The legendary Greek hero leads a team of intrepid adventurers in a perilous quest for the legendary Golden Fleece.

King Aeetes: Hecate, Queen of Darkness, revenge yourself against the Thessalians. Deliver to me the children of the hydra's teeth, the children of the night!
Phineas: But tell me, what gods protect you?
Jason: None now.
Phineas: You won't pass the Clashing Rocks.
Zeus: The gods are best served by those who need their help the *least*.
[last lines]
Zeus: For the moment, let them enjoy a calm sea, a fresh breeze and each other. The girl is pretty and I was always sentimental. But for Jason, there are other adventures. I have not finished with Jason. Let us continue the game another day.
Phineas: Go ahead, Zeus. Throw down a thunderbolt, let the earth swallow me up. I defy you!
[Loud crash of thunder]
Phineas: You can growl away all you like, Zeus. I mean what I say.
Phineas: Zeus, I was a sinner. I've never tried to deny it. But I didn't sin every day. Why then do you punish me *every day*?
Hercules: If I meet a girl with a firm leg, a full bosom and a warm heart, let no man try and stop me.
Jason: We reach land at noon. Then you can fill your bellies until they grumble as much as your tongues.
Zeus: If I had to punish *every* blasphemy, I would have *no followers*!
Medea: The goddess Hecate has spoken. There will be one among us today from the ends of the world. His name is Jason. Any man of whom he asks his way shall say this: Aeetes, king of Colchis, awaits him in the temple of Hecate. And that is all *any* man shall say to him.
King Aeetes: Envoys who come to me in deceit remain in death.
King Aeetes: [ordering his skeletal troops to action] Destroy them... Kill... Kill! Kill! Kill them all!
Jason: The gods want their entertainment.
Zeus: Jason goes too far.
Hera: Because he speaks the truth when the gods themselves go too far?
Hera: [asked why the gods set temptations and traps for mortals] So that the gods may know them, and men may know themselves.
Argos: Pray to the gods, Jason!
Jason: The gods of Greece are cruel! In time, all men shall learn to live without them.
Jason: Now the voyage is over, I don't want any trouble to begin
Polydeuces: There won't be any trouble, Jason. Just tell us where the city is and when we attack.
Jason: We don't attack.
Polydeuces: But that's foolish, you have the finest fighting men in the world.
Jason: 40 fighting men against a nation?
Phalerus: Better forty than one Jason.
Jason: We're not *pirates*, Phalerus.
Acastus: What's that girl done to you? We thought you were a fighting man.
Jason: I'm going up alone in the morning. See what the situation is.
Polydeuces: Oh, you mean spy out the land. Well, why alone? Why not take a few of us scouting.
Jason: The fewer who go, the less can get caught. Now what's the fewest you can think of?
Polydeuces: One, of course.
Jason: Right. I accept your advice.
Zeus: Hera my dear, You really *must* learn to win without cheating... or to at least lose *gracefully*.
King Aeetes: Rise up, you dead, slain of the hydra. Rise from your graves and avenge us. Those who steal the Golden Fleece must die.
[first lines]
Pelias: Well?
Priest: Zeus, king of the gods of the Greeks, brighten the ashes that I may read the future. I see... a great tree at the end of the world. And in its branches there hang the skull and skin of a ram. They gleam and shine for it is a prize of the gods, a Golden Fleece.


_What to work on:_ Report each line of the data that has "ellipsis" somewhere in it.

Figure record extracts
☆ ☆ ☆ ☆

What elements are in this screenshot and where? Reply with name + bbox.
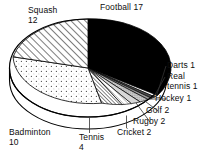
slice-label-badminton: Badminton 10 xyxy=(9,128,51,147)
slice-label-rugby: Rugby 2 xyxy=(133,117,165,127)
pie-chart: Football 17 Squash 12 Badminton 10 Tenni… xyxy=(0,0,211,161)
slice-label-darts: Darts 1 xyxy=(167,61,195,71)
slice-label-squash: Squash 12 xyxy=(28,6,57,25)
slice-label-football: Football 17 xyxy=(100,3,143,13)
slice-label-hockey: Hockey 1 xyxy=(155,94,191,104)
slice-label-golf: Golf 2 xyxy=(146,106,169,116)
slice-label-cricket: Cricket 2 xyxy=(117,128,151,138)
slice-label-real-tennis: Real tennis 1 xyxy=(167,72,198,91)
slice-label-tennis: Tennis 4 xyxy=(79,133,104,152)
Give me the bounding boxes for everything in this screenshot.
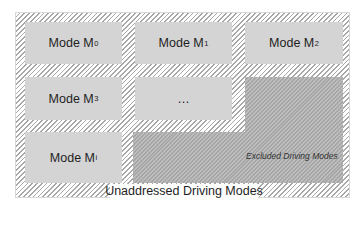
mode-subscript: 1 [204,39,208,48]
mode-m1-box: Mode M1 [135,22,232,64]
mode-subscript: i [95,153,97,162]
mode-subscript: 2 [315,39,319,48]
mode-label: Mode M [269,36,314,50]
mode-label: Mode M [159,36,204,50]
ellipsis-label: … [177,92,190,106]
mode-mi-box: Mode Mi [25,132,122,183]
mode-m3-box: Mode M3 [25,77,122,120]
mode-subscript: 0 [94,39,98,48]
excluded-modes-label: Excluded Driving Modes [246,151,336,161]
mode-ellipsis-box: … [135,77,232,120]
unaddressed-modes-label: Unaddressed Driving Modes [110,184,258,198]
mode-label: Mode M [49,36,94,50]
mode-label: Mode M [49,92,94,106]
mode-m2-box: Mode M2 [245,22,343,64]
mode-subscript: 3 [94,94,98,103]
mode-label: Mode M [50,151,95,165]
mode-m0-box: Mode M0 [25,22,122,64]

☆ ☆ ☆ ☆

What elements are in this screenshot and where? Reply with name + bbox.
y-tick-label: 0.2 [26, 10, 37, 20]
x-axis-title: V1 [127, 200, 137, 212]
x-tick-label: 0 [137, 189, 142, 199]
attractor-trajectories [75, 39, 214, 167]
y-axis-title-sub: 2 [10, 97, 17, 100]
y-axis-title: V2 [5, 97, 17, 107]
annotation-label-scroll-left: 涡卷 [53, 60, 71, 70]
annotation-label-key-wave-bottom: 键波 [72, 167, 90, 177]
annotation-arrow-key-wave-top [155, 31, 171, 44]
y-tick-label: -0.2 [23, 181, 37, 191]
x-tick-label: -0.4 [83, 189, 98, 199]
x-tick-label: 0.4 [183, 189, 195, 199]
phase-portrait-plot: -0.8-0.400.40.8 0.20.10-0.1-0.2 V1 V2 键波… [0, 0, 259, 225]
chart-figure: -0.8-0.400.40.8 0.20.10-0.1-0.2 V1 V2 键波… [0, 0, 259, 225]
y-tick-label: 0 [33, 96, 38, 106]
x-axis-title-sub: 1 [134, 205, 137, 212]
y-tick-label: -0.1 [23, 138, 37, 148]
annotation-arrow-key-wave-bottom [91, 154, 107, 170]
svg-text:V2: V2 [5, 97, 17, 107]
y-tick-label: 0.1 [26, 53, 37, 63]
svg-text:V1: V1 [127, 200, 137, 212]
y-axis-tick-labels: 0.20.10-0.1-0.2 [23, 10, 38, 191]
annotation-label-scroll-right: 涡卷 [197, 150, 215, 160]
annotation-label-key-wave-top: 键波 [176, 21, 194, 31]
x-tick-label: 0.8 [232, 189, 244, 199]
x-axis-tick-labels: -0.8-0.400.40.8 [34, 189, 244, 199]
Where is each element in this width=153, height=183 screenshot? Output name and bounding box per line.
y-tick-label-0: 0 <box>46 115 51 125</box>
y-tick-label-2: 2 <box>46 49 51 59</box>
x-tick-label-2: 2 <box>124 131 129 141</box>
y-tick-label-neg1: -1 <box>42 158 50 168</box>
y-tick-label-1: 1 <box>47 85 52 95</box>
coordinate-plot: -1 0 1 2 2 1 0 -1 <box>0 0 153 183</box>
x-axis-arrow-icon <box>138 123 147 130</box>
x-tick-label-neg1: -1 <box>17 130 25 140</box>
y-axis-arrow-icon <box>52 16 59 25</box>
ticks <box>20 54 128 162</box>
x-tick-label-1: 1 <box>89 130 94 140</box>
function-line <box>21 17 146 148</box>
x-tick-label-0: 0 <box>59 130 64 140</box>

☆ ☆ ☆ ☆

_Output for this task:_
ellipsis-label: … [177,92,190,106]
mode-ellipsis-box: … [135,77,232,120]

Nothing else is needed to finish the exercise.